Get Visual is the grateful recipient of a grant from The Christos N. Apostle Charitable Trust

Friday, May 21, 2010

Michael Millspaugh at Lake George Arts Project

Greenhouse Trailer mixed-media by Michael Millspaugh

When I learned that Michael Millspaugh was slated for a solo show at the Lake George Arts Project's Courthouse Gallery, I was immediately excited. Here was an Albany-based artist of slowly building local reputation taking a strong step forward into regional prominence with a hard-to-get showcase at one of our area's most respected publicly-funded galleries.

Then again, there was a doubt: Millspaugh's shown quite a bit locally in the last year or two - would this be a retread not worth the trip up North? No worries - immediately upon my arrival at the always warm and welcoming space, I knew this was a terrific show. Millspaugh's almost unbelievable level of production ensured that, among the 77 items on the checklist (one of which actually comprises 97 individual drawings), there would be many, many new and valuable experiences.

Millspaugh is a perfect example of how a person can complete themselves through the creative process. In person he is shy, almost painfully so. In terms of technique, his art is quite unassuming, though extremely diverse and functionally sound. But his ideas are wildly audacious and abundant.

The topics Millspaugh alludes to include hunting, domesticity, gardening, childhood, the military, art itself, fishing, school, toolcraft, camping, and more. His media run the gamut from minutely scribed pencil on paper to painted wood carvings and life-size installation. Embroidery makes a solid appearance, as does the occasional painting on canvas; collage and cardboard constructions are also regular habits, and he uses plastic models of vehicles in wonderfully innovative ways.

In other words, Millspaugh is a virtual creative volcano. Of course, quantity doesn't make quality - but, again, no worries there. His ideas are strong, the execution understatedly elegant, and the body of work coheres nicely around certain core obsessions so you know where he's coming from.

How to describe that? One of his titles, Study for Homespun Camo Smocks for Clandestine Agrarian Action and Food Getting, in Woodland Patterns (the work consists of two or three G.I. Joe-sized cloth ponchos - or maybe they're Ninja suits) neatly sums up several conjoined Millspaugh-isms. My notes include the term "eco-terrorism," but it is inapt because Millspaugh's work, despite being unapologetically weapon-centric, clearly preaches peace.

There's a sense of the survivalist here, too, between the hunting-and-gathering concepts and those exploring personal dwellings (or hideouts), but it never enters the realm of the paranoiac or reactive; rather, this work always seems to be proactive, outward looking, quietly celebratory.

Case in point: A repeated motif of Millspaugh's is the beautiful pun he has created in the "Meadow Maker," a modified Enfield or Mauser rifle that spews garlands of flowers rather than shards of death. He has numerous variations on this theme in the show, mostly in drawings, but some are full-scale modified guns, such as the M14 Garden Hoe Conversion, which literalizes the Biblical injunction to beat swords into ploughshares.

Other items take this concept into the art realm, by installing a pencil in the working end of a rifle, and adding ammunition belts stocked with a range of drawing implements. Millspaugh also plays with dolls - re-creating them as alternative "action figures," or carving them from scratch in an appealingly primitive way.

Altogether it's witty, heartfelt stuff. I highly recommend it to lovers of art, politics, food production, toys, and the outdoors.

The show runs through June 11 and the gallery is just a few steps off the main drag in Lake George Village.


● **Work request**: Every line below that contains the word "Admin" must be copied.

Start of Block

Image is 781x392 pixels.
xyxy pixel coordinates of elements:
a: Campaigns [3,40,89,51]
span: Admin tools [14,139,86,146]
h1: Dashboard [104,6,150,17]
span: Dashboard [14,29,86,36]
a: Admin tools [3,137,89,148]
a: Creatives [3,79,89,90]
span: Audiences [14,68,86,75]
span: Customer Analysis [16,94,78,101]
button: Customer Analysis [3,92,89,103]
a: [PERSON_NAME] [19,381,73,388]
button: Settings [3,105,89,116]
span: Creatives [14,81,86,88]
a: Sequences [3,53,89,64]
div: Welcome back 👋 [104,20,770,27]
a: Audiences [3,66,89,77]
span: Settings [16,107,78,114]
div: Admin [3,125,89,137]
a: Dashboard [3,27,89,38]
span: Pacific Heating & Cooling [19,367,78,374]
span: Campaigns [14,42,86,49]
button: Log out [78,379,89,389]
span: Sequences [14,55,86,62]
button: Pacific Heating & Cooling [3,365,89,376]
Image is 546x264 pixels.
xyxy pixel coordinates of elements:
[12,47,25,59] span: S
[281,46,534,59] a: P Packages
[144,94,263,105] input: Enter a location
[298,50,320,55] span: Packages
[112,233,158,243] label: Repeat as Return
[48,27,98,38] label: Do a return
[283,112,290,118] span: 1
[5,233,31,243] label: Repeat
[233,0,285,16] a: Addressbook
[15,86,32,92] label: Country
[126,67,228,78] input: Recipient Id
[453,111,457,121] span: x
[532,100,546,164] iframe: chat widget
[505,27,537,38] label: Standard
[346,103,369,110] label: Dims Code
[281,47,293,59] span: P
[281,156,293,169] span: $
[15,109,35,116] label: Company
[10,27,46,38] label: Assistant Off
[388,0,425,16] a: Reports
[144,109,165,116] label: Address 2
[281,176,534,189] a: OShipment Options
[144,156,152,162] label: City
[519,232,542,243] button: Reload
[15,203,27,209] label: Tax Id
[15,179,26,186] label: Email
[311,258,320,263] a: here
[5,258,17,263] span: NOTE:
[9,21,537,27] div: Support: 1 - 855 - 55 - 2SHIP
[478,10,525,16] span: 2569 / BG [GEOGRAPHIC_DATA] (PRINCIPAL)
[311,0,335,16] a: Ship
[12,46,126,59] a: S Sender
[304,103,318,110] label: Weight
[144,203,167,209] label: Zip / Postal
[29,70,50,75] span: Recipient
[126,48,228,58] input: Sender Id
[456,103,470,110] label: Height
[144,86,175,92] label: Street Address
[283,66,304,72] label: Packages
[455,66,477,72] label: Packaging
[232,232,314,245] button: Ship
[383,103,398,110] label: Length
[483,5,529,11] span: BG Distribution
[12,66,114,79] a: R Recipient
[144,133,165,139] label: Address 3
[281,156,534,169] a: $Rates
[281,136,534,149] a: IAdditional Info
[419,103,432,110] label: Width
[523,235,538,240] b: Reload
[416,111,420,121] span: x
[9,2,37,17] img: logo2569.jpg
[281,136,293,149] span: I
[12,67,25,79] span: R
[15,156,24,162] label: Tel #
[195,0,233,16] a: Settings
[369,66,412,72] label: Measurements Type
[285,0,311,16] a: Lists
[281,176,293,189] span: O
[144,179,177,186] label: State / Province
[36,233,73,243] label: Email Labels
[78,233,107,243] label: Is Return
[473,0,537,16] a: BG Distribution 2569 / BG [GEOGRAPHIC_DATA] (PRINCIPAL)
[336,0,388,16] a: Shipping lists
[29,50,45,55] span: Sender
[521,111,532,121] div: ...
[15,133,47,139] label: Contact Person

End of Block

● **Reply to the task**:
span: Admin tools [14,139,86,146]
a: Admin tools [3,137,89,148]
div: Admin [3,125,89,137]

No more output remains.